Additionally, continual shared collaboration spaces like #slack require everyone to communicate through them. I frequently experience (and sometimes cause) several days delay for simple replies from busy people.
Kelvin tells me his data shows that the biggest bug-bear of mixed in-person and virtual meetings is inadequate attention to the participants out of the room by those in the room and that even slack’s CEO recognises that when part of asynchronous collaboration moves back to eMail then “it [open forum discussion] tends to fall apart”.
Shared generation of value is only likely if the people have the skills in both the new cultural paradigms and tool literacy, the tech. works and the meeting’s combination of ‘Regimes’ is conducive to purpose.
Regimes
Meeting regimes are Christophe Haug’s decomposition of 6 themes of constraint to 18 variations (I have applied my own filters and interpretations and rewordings to his ideas).

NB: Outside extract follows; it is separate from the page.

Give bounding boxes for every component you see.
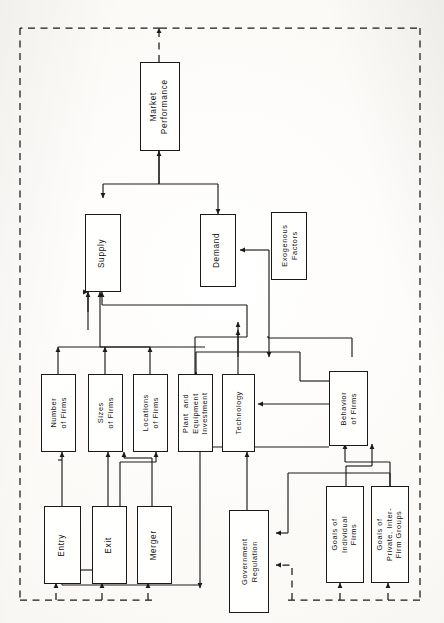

For the original see the references at the end.For a fuller – but still adapted – description of Christoph’s Regimes see the tables in the appendix.
Pre-scripted Framing Regime | Open-Space Framing Regime | Evolving Script Framing Regime | The three choices on the axis of choice for how we set the meeting’s agenda |
Informal Turn Taking Regime | Formal Turn Taking Regime | Casual Turn Taking Regime | Three mechanisms for allocating people’s turn to contribute |
Authority Leadership Regime | Egalitarian Leadership Regime | Complex Equality Leadership Regime | Three places where the authority can rest |
Conflict Avoidance Social Regime | Conflict Based Social Regime | Candour Social Regime | Three ways to handle contentious content |
Grape-Vine Boundary Regime | Plenary Boundary Regime | Functionality Boundary Regime | How rigidly enforced is the meeting’s timings and use of tools or techniques |
Ignored Environmental Regime | Inclusive Environmental Regime | Pragmatic Environmental Regime | How (if) the location and facilities affect the meeting |
The 6 combined regimes in this column have the potential to be the most disempowering. They may rubber stamp and formalise a foregone decision | The 6 regimes in this column may lead to creative meetings without a conclusion | A meeting using this combination of regimes is likely to raise, debate and close issues but risks external politics negating its results |
What I have ‘lifted’ verbatim is Christoph’s analysis of how the three patterns of regime combination in the table result in differently empowering (or in the first column’s case disempowering) meetings. Christoph points out that 726 more combinations are possible beyond the three above!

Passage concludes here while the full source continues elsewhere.